A Boeing 787 Dreamliner of United Airlines landing at Beijing Capital International Airport on 28 December 2018.. A wide-body aircraft, also known as a twin-aisle aircraft and in the largest cases as a jumbo jet, is an airliner with a fuselage wide enough to accommodate two passenger aisles with seven or more seats abreast. [1]
[2] [3] The aircraft carried manufacturer serial number 20235 [3] and was designated internally as RA001, [clarification needed] marking the beginning of the era of the "jumbo jet". [4] N7470 has a paint design featuring a simple white and red livery adorned with the logos of the more than two dozen airline customers who had ordered the ...
Aviation author and historian Jay Spenser worked closely with Sutter for 18 months to write his autobiography, entitled 747: Creating the World's First Jumbo Jet and Other Adventures from a Life in Aviation (ISBN 0-06-088241-7). It was published by Smithsonian Books/HarperCollins as a hardcover in 2006 and as a paperback in 2007. This book ...
Rippelmeyer became the first woman to captain the "jumbo jet" on a transoceanic flight while at People Express Airlines in 1984. She started her aviation career as a TWA flight attendant in 1972 before obtaining a departmental transfer as a TWA B-727 flight engineer in 1978.
And the Instagram page ‘Unbelievable Facts’ is one of the best places to do just that.

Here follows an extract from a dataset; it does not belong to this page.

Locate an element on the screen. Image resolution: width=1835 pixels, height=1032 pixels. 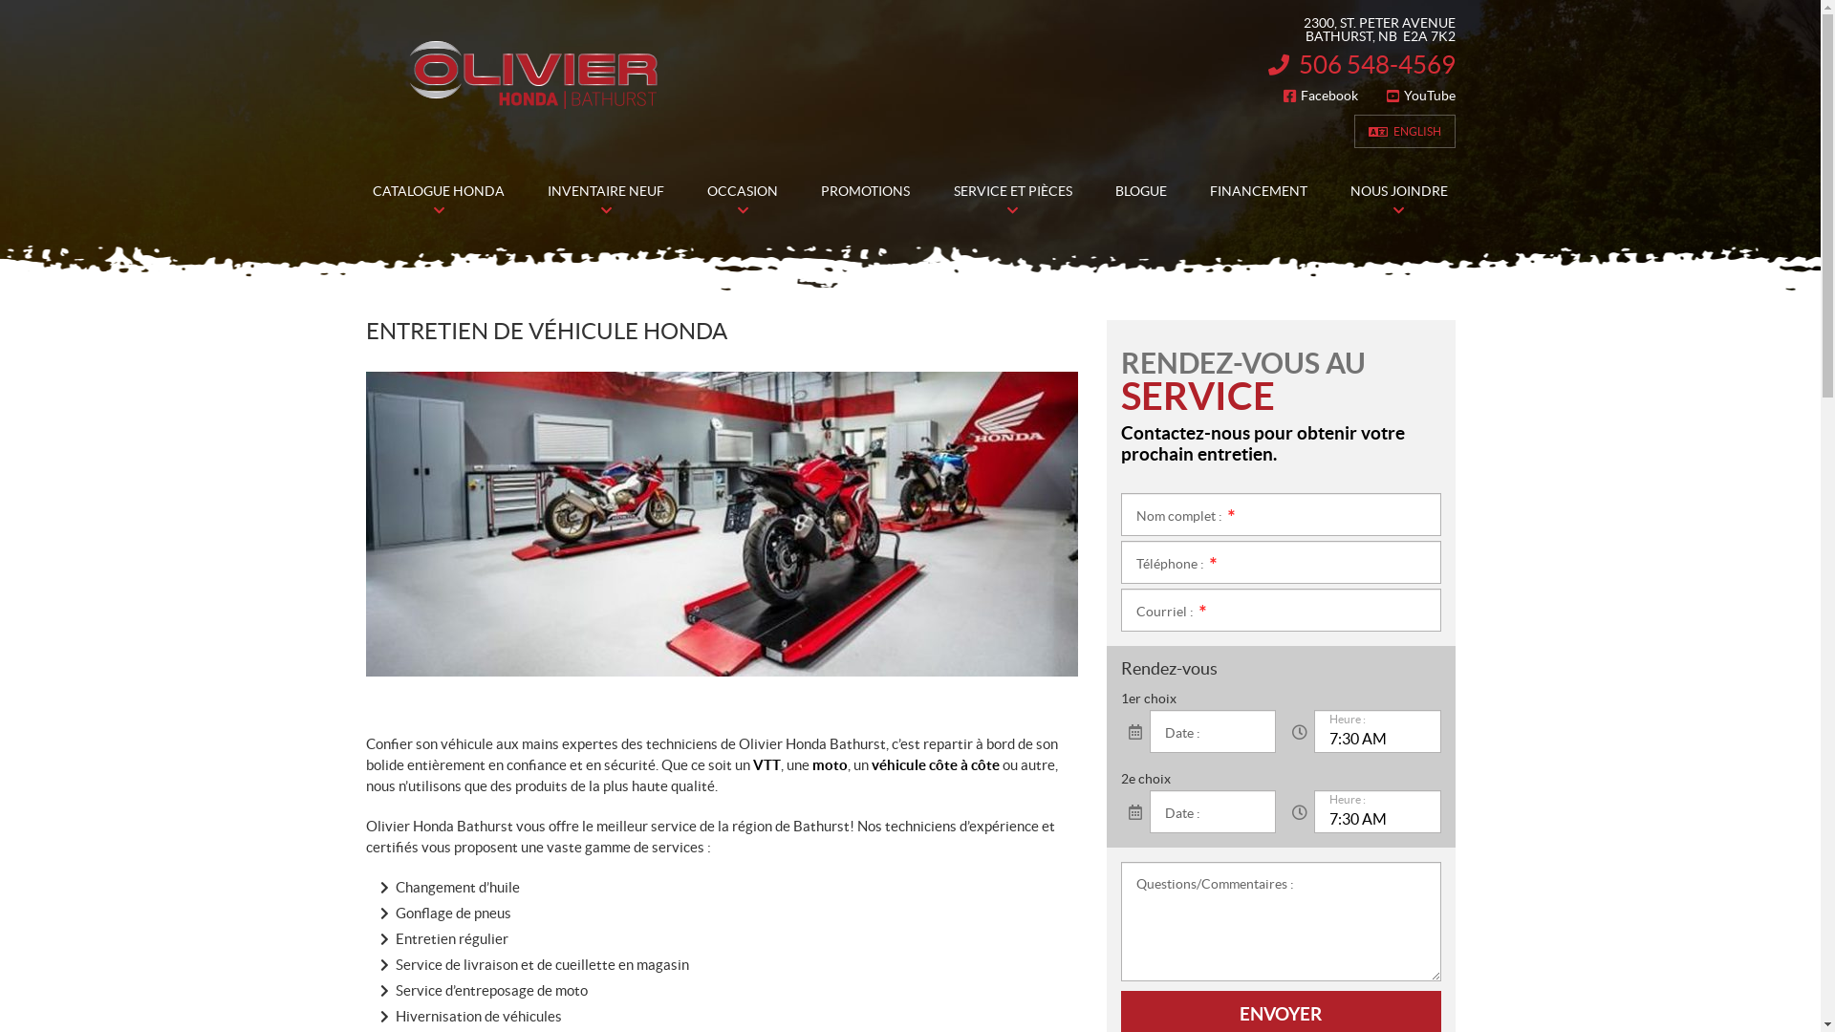
Olivier Honda Bathurst is located at coordinates (532, 75).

Every day, they share fascinating trivia, building a collection that now includes over 10,000 unique facts.
The Boeing 747-400 is a large, long-range wide-body airliner produced by Boeing Commercial Airplanes, an advanced variant of the initial Boeing 747.The "Advanced Series 300" was announced at the September 1984 Farnborough Airshow, targeting a 10% cost reduction with more efficient engines and 1,000 nautical miles [nmi] (1,900 km; 1,200 mi) of additional range.
Jumbo: The Plane that Changed the World, also known as 747: The Jumbo Revolution is a British documentary that was broadcast on BBC Two on 27 February 2014. [1] The documentary, written and directed by Christopher Spencer, is about the development of the Boeing 747 jumbo jet.